Tony La Russa uses praise for Andrew Vaughn to take another shot at Yermin Mercedes
By Josh Hill
Tony La Russa had high praise for Andrew Vaughn, which also doubled as a thinly veiled shot at some other White Sox players.
How long would it take before Tony La Russa and the White Sox encountered clubhouse culture issues? If you had ‘less than two full months’ on your bingo card congratulations, you just won.
Ever since La Russa shouted from his lawn about Yermin Mercedes doing baseball when unwritten rules dictated he shouldn’t have, focus on the White Sox has shifted from how they might be World Series contenders — they sit at +1000 World Series odds as of writing this — to varying off-field things holding them back.
Notably, La Russa is applying an outdated old school approach to a new school era in baseball. Oil and water mix better than this, something a new thing on the South Side proves every single day.
After torching Mercedes to the media, praising an opponent for pitching at him, and tossing anyone who aligned themselves against him under the bus, La Russa is back at it with shadow boxing his own clubhouse.
Andrew Vaughn drew high praise from La Russa this week, but everything the Sox manager said seemed less about how great one slugger is and more about still sending a message to another.
“A very solid individual. He doesn’t celebrate anything too early. He works. He grinds, competes. I think his mind, his attitude, his character is the best part of him. That’s saying a lot. He’s got a great head,” La Russa said.
For comparison, this is what La Russa said, doing his best mafia don impression, only a handful of days ago about Mercedes hitting a home run on a 3-0 pitch:
"“He made a mistake. There will be a consequence he has to endure here within our family. The fact that he’s a rookie and excited helps explain why he just was clueless. But now he’s got a clue.”"
For what it’s worth, Mercedes has done nothing but grind during his short career:
It’s impossible to separate the two comments, as well as the many layers of subtext within them. Both Mercedes and Vaughn are rookies, both of them are sluggers of the future and important pieces of the White Sox core, and one is white and one is not.
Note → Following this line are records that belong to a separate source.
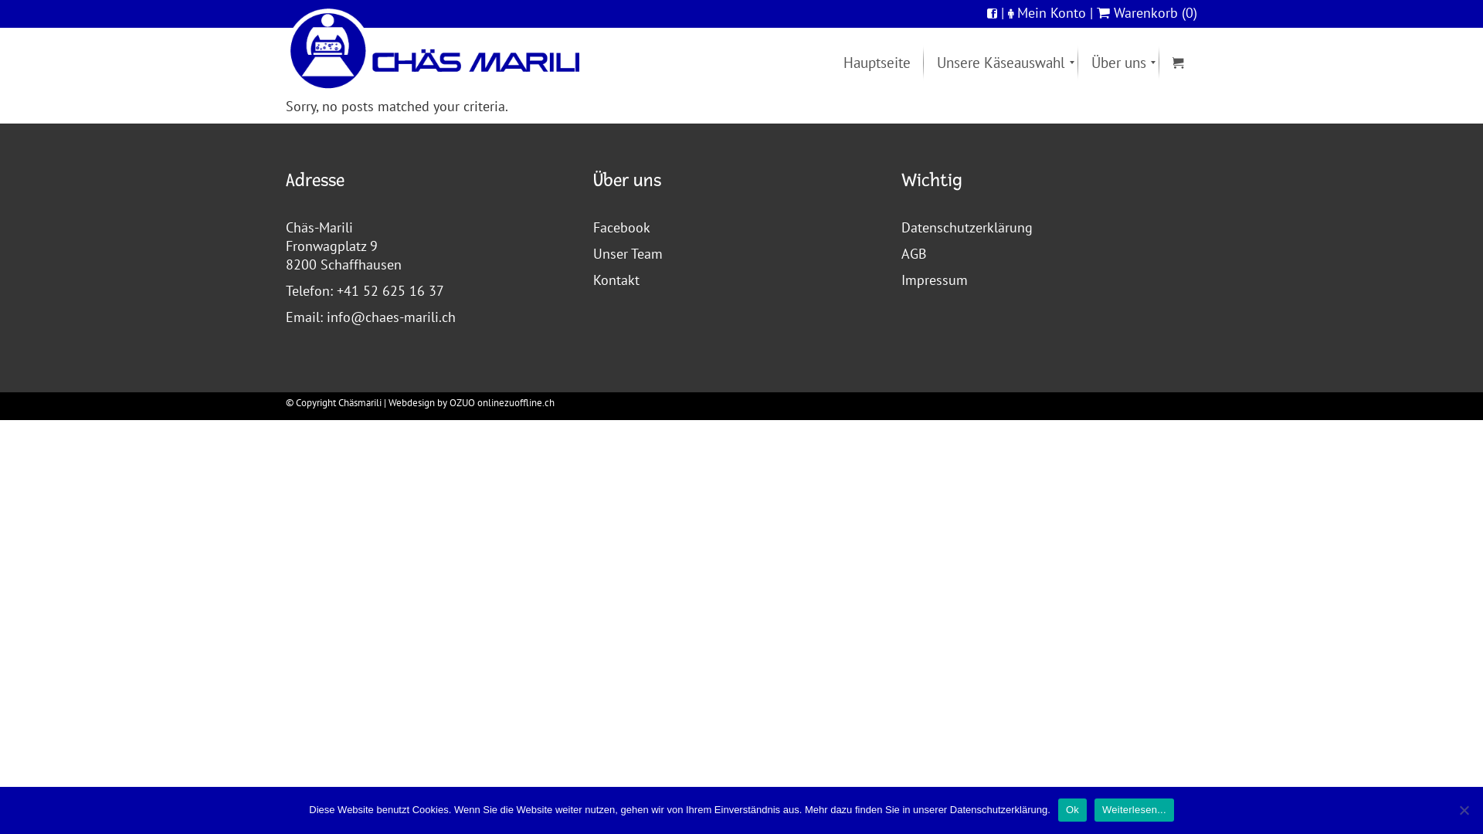  Describe the element at coordinates (1072, 810) in the screenshot. I see `Ok` at that location.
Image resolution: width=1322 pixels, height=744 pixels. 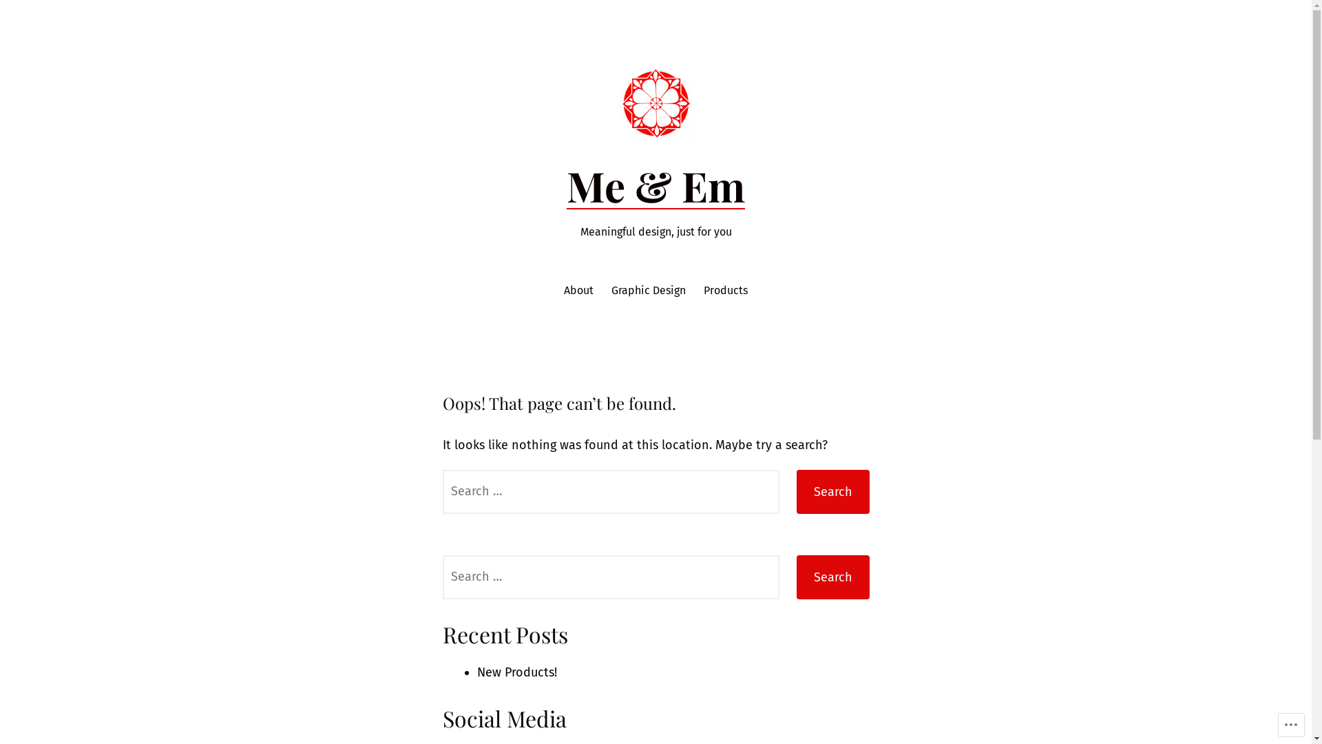 I want to click on Graphic Design, so click(x=649, y=291).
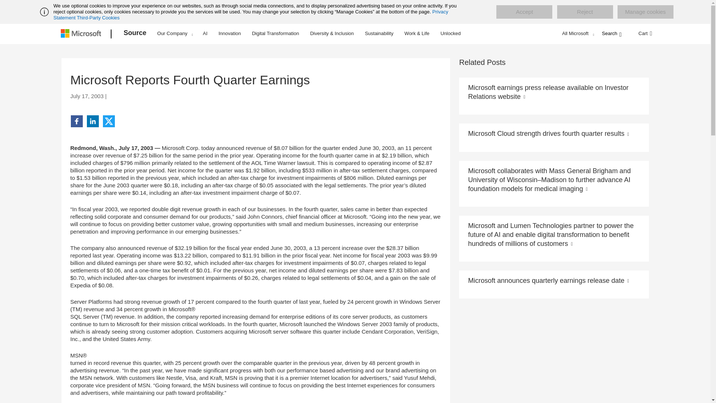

All of those points matter, and given baseball’s history and the coded and often dismissive and sometimes subconscious way minorities are talked about in America the last point is particularly relevant.
La Russa clearly has a plan to take one of the most fun teams in baseball and rip that from them like Thanos tearing the mind stone out of Vision’s head in Infinity War.
That’s not what we all envisioned the future of baseball on the South Side would be, but that’s what happens when the oldest manager in baseball is in charge of putting his the way things used to be stamp on one of the league’s youngest rosters.